Digital banking is entering a new phase, and that shift was a clear thread running through Digital Banking Summit NSW in Sydney recently: the conversation has moved beyond apps and interfaces, toward a more fundamental question — how can banks actively help customers make better financial decisions?
Access is no longer the differentiator
Smooth logins, intuitive navigation, seamless payments — these used to be a competitive edge. Now they’re table stakes. Customers don’t really benchmark their bank against other banks anymore; the comparison point is the best digital experience they used that day, in any industry.
That’s driving a move from product-led to intent-led engagement. Rather than generic offers, the more effective approach is to understand context — post-salary spending patterns, a savings goal slipping off track, an SME’s seasonal cash flow cycle — and then tailor products and journeys accordingly Success starts to look less like adoption numbers, and more like customer outcomes and depth of relationship.
Ambition is rarely the gap — the Delivery Model often is
Most banks know what good looks like. The harder part is building it at the pace customers now expect. A few numbers from the session put that in perspective:
– More than half of IT projects globally exceed timelines or budgets — a pattern that showed up among Australian banks in the room too
– Roughly two-thirds of IT budgets globally go toward maintenance rather than innovation; Australian institutions tend to do somewhat better, though the tension still holds
– Around 65% of digital implementation effort typically goes into the front end alone — where specialist resourcing is scarcest and customisation creates the most friction
Regulatory and compliance review adds another layer — work a fintech might clear in weeks can take an established bank considerably longer. That’s not a criticism of how banks operate; it reflects a genuinely different risk bar. But it does mean the gap between what customers expect and what gets shipped by banks and when has been widening.
Where AI is starting to change the equation
This is the gap that platforms like Temenos Digital Conversational Studio, showcased at the Sydney session as part of its broader APAC rollout, are designed to address. The focus is on accelerating time to value so banks can focus on innovation. In practice, that tends to look like faster execution (build cycles compressing from months to days), rapid prototyping (ideas testable in minutes rather than across a sprint), and broader participation (product managers shaping experiences more directly, alongside developers rather than waiting behind them).

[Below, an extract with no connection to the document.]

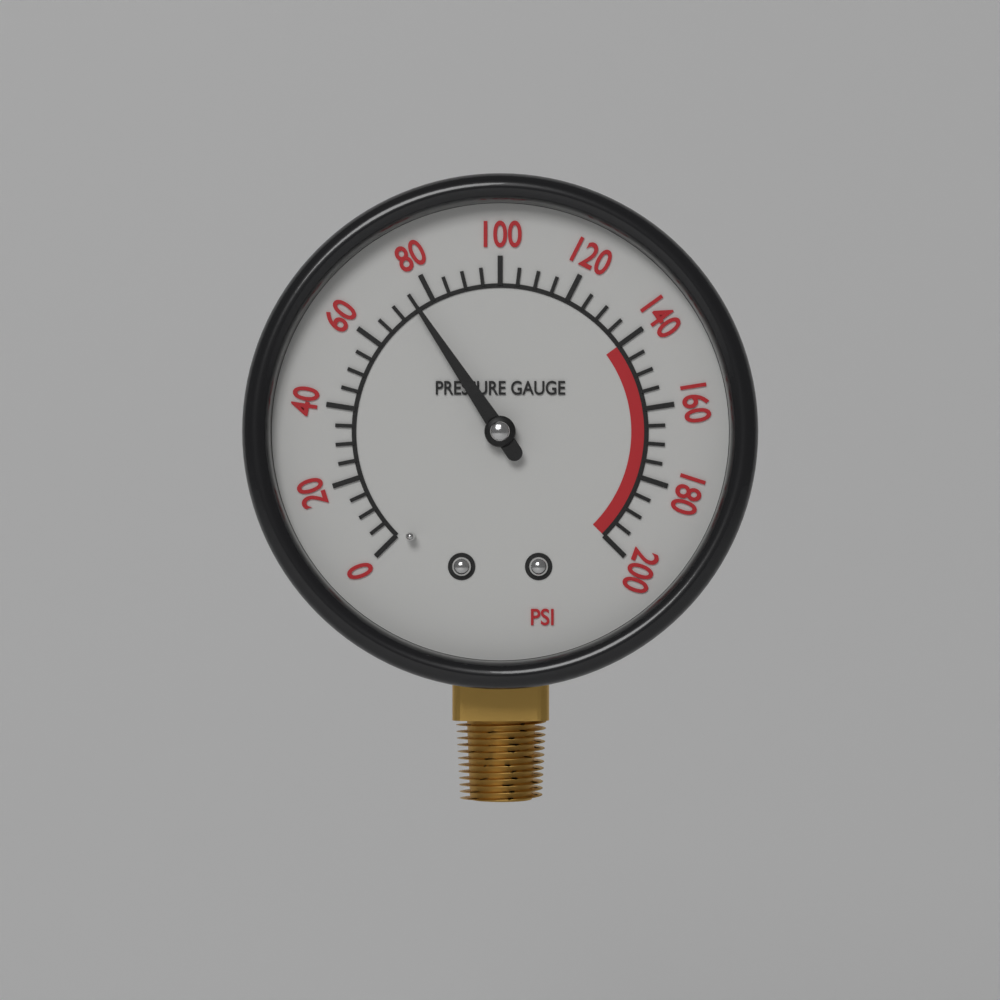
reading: 75 psi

For banks managing both competitive pressure and talent constraints, that shifts where the ceiling sits. The caveat worth holding onto: while speed is important it cannot be at the expense of the high standards and regulatory requirements that banks need to adhere to. The Output from AI needs to be explainable, auditable and secure from the point it’s generated, not patched with governance afterward.
Complexity is the other half of the equation
Multiple segments, products, channels and partners — often across fragmented legacy systems — tend to multiply effort in ways that aren’t obvious until they’ve compounded. To make true innovation possible decoupling front-end experiences from back-end systems via API-first architecture is a must. This opens up faster launches, capability reuse across channels, and less compounding of technical debt with each new variant. This seems particularly relevant locally, where legacy infrastructure is often the real constraint on speed rather than any shortage of appetite for change.
This is an organisational shift as much as a technical one. Product teams get more direct involvement in shaping experiences, developers spend more time refining than building from scratch, and governance sits earlier in the lifecycle. There’s a downstream effect on IT investment too — less spent maintaining what exists tends to free up room for what’s next.
A starting point worth considering
None of this calls for a “big bang.” What landed best with the room was something more incremental: start with use cases where personalised engagement shows clear value, integrate via APIs without disrupting what’s running, scale through a shared platform rather than one-off projects, and build governance in from day one.
For Australian banks, the constraint has rarely been knowing where digital banking needs to go — it’s the operating model and delivery capacity to get there. Legacy systems, regulatory complexity and cost structures aren’t going away, but the tools to work within them, rather than wait them out, are now genuinely on the table.